Every time I think I am free of Ashes of Creation, I get pulled back in. Happy birthday to me, I guess, because Karthos, a long-time community member, redeemed 50,000 Paradox Points and requested this viewer’s choice segment:
“I’d like to see you make a video on Ashes of Creation doing marketing for their upcoming Alpha.”
To do that, we need to take a quick look at the most recent livestream.
“This is also something that we get to use to litmus test some of these systems, not within the, you know, I don't want to call it necessarily, um, not within the core golden cohort, right? You guys who are on this stream right now, the 2,500 people who are watching the, you know, 50, 60, 70,000 people who will watch this, uh, Twitch recording and, or live stream on YouTube. You're a very core audience. You are very invested. You like this game, you are sold on kind of what we're trying to achieve. Otherwise you wouldn't be here right now.”
The Numbers Don’t Add Up
On paper, that sounds reasonable. In practice, Intrepid’s community engagement has been trending downward. According to TwitchTracker, the last time they broke 5,000 concurrent viewers on Twitch was December 20, 2024. Their YouTube recap views haven’t hit 50,000 since before that December update. Most livestream recaps since then have been in the low 40,000s, peaking at 43,000 in July 2025.
The more worrying number is participation. Two live servers exist today: Lotharia and Shol. Steven has previously said one server capped at 8,100 players, meaning a total of 16,200 possible testers. Against the 130,000 claimed Alpha 2 testers, that’s less than 12.5% of the base engaged at any one time.
Marketing or Advertising?
Steven framed the livestream discussion around “marketing,” but Margaret immediately followed up with talk about an advertising buy. Those are not the same thing. Marketing is strategy, messaging, and positioning. Advertising is paid placement.
If Intrepid’s solution is to buy testers, that’s questionable at best. You spent nine years cultivating an audience that now largely skips your livestreams and recaps. Instead of addressing retention, the plan is to spend money to acquire more testers?
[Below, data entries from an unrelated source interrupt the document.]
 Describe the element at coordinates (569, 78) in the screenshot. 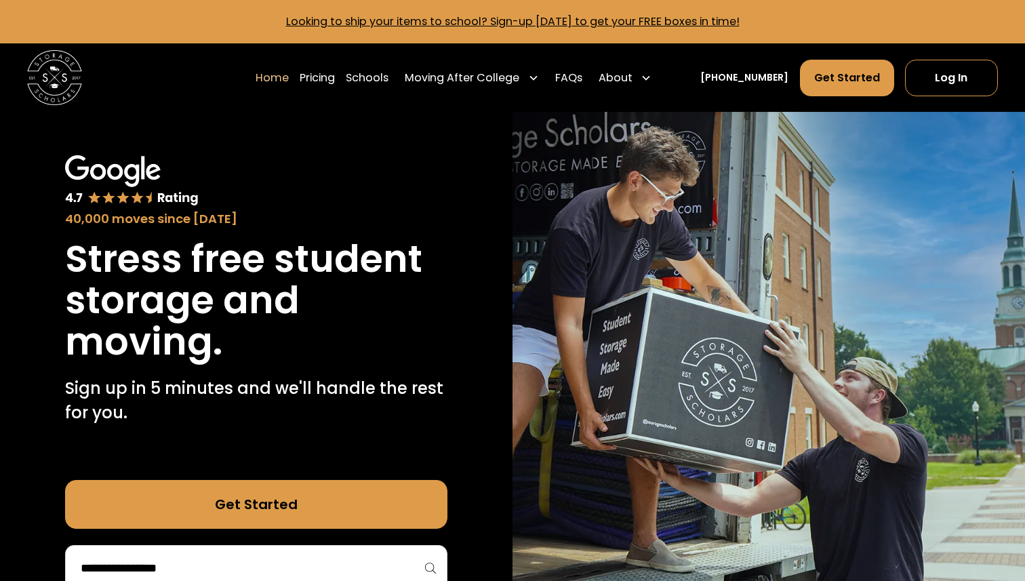

I see `a: FAQs` at that location.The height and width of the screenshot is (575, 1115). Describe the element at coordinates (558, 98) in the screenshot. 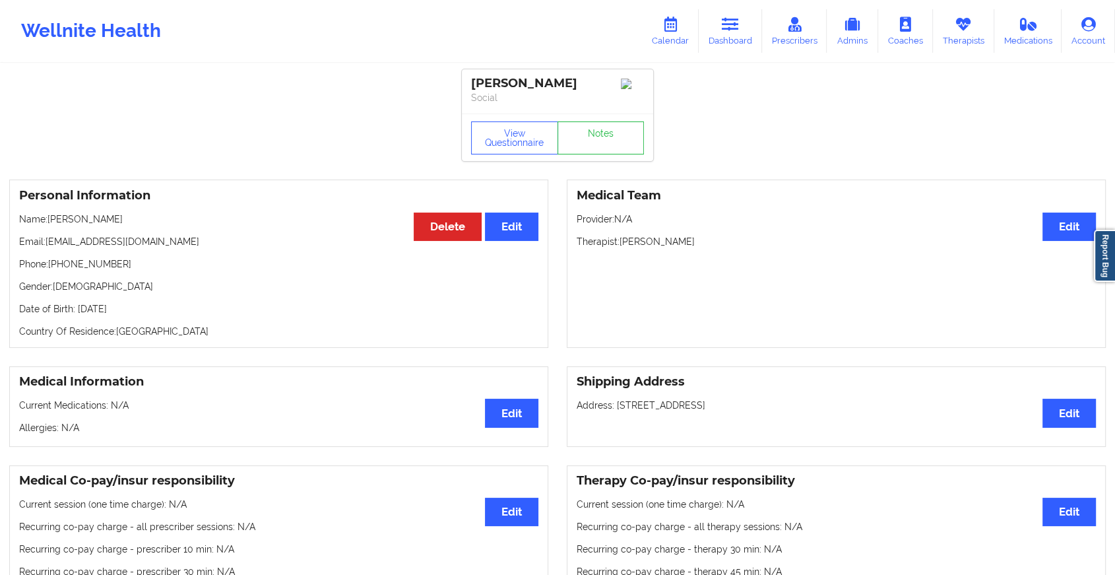

I see `p: Social` at that location.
If the goal truly is “fresh perspectives,” there’s a cheaper option: give away Alpha keys. That gets you new voices without burning money on ads.
The Community Pulse
Look at the Reddit feedback. The thread discussing advertising Alpha 2 pulled 92 comments and 37 upvotes. Intrepid’s own post of their livestream managed just 13 upvotes and 6 comments. That is a picture of community fatigue.
Intrepid has also insisted for years that they haven’t “done marketing” or, when pressed, that they haven’t done paid marketing. Any pushback gets waved off as “semantics.” Words only seem to matter when they serve the narrative of the moment.
The Jahlon Bottom Line
You don’t have a product yet, so any advertising is wasted dollars. With your abysmal retention rate of players who already paid $100 to $500 for test packages, you’re not holding onto the audience you built. You’ve always said “it will be ready when it’s ready.” In the meantime, you already have email lists, forums, a content creator program, monthly livestreams, daily tweets, and a subreddit. You have more than enough channels to reach your community, yet most of them go underutilized.
My opinion is that this push smells like money problems. Advertising only makes sense when you can spend $1 and pull back $3 to $5. That’s not where you’re at. If you go forward with this plan, it’s going to bite Intrepid right on the buttcheek. Sure, you might see a short spike in players, but with a 90-day refund policy, you’ll get hammered with chargebacks. After that, the noise won’t be from your livestreams, it’ll be from every creator with a camera and microphone making content about how bad the product really is.